The Sack
by P. Thompson
“Gimme all your Halloween candy, twerp,” the teenager growled as he stepped out of the shrubbery by the cemetery, blocking the path of a boy dressed in a ghost costume. The adolescent raised his rubber skull-mask from off his pizza face and balled his free hand into a fist. “If you don’t hand it over, I’ll cram this knuckle sandwich through your buck teeth!”
“I’ve been out collecting this stuff since dusk,” the phantom yelled, and bravely clutched the sack tighter in his hands. “I ain’t giving up my pickings without a fight! What makes you think I have anything you’d want anyway?”
“You’re cruising for a bruising, squirt. Don’t you know who I am? I’m Mike, leader of the Enforcers at the middle school. It’s sort of an after school disciplinary program,” he bragged.
“So, you’re a big galoot in a gang that thinks he’s somebody. That’s supposed to make me afraid of you. Maybe you don’t know who I am.”
“You’re a dweeb dressed up in your momma’s old bed sheet, that’s who you are. I clobber creeps like you into the ground for exercise. Now, fork over the sack or I’ll pound you!” Then Mike snatched the bag from the ghost’s hands.
“I wouldn’t open that if I was you,” the specter exclaimed! “Stealing is a sin, especially on Halloween! Real spooks are out on Halloween looking for sinners to feed on. They’ll gobble you up.”
“Bull crap. You’re full of it, pea-brain. I’ll gobble up all your treats and make you watch.” Mike jeered, and then he rammed his hand into the sack.
Immediately, the bag clamped onto his wrist and swiftly slithered up his lower arm like an anaconda!
“What the fetch,” Mike screamed! “Let go of my hand!”
He began to claw the bag in an attempt to pull it off, but it wouldn’t budge. And despite his efforts to tear a hole in it, the sack remained intact. In fact, the more he struggled to free himself, the more the sack began to expand and absorb Mike.
“What’s the matter, tough guy? Can’t fight your way out of a paper bag,” the ghost said sarcastically.
Mike screamed like a girl and began to smack against the fence, attempting to dislodge the sinister sack, just before the bag covered up his head.
A squishy, slurping sound emanated from the sack.
The little phantom just stood there, watching placidly.
Burp. Gag. The bag opened and spit out the leftovers: a fresh skeleton, a few rags and one rubber skull-mask.
The ghost reached down, picked up his bag and then slipped through the cemetery fence.
“Oh well, he knows who I am, now. Ain’t nobody gonna miss him.”
After that, the ghost reached through the railing, hooked his fingers beneath Mike’s skeleton-jaw and then dragged the remains through the narrow opening. Hoisting the carcass up on his back, the spirit filtered down through the earth like smoke with his Halloween loot.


▶ Activity: When you repeat the records, keep every word exact and drop each picture.

[Material supplied Boundary: Start]

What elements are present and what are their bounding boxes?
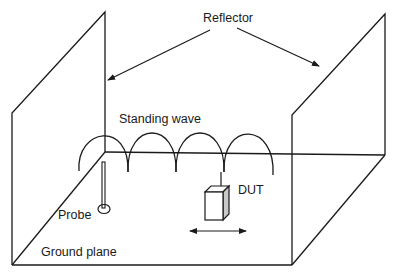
dut-label: DUT [238,183,264,197]
dut-front [205,192,223,220]
reflector-arrow-right [237,28,319,66]
right-reflector-wall [292,14,385,265]
anechoic-test-setup-diagram: Reflector Standing wave DUT Probe Ground… [0,0,395,278]
standing-wave-label: Standing wave [119,112,201,126]
probe-rod [102,162,105,208]
dut-box [205,172,229,220]
ground-plane-label: Ground plane [41,245,117,259]
dut-side [223,186,229,220]
reflector-arrow-left [108,30,210,80]
left-reflector-wall [12,12,105,265]
reflector-arrows [108,28,319,80]
probe-label: Probe [58,208,91,222]
reflector-label: Reflector [203,11,253,25]
probe [98,162,110,214]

[Material supplied Boundary: End]

▶ Output of the exercise:
What elements are present and what are their bounding boxes?
dut-label: DUT [238,183,264,197]
dut-front [205,192,223,220]
reflector-arrow-right [237,28,319,66]
right-reflector-wall [292,14,385,265]
anechoic-test-setup-diagram: Reflector Standing wave DUT Probe Ground… [0,0,395,278]
standing-wave-label: Standing wave [119,112,201,126]
probe-rod [102,162,105,208]
dut-box [205,172,229,220]
ground-plane-label: Ground plane [41,245,117,259]
dut-side [223,186,229,220]
reflector-arrow-left [108,30,210,80]
left-reflector-wall [12,12,105,265]
reflector-arrows [108,28,319,80]
probe-label: Probe [58,208,91,222]
reflector-label: Reflector [203,11,253,25]
probe [98,162,110,214]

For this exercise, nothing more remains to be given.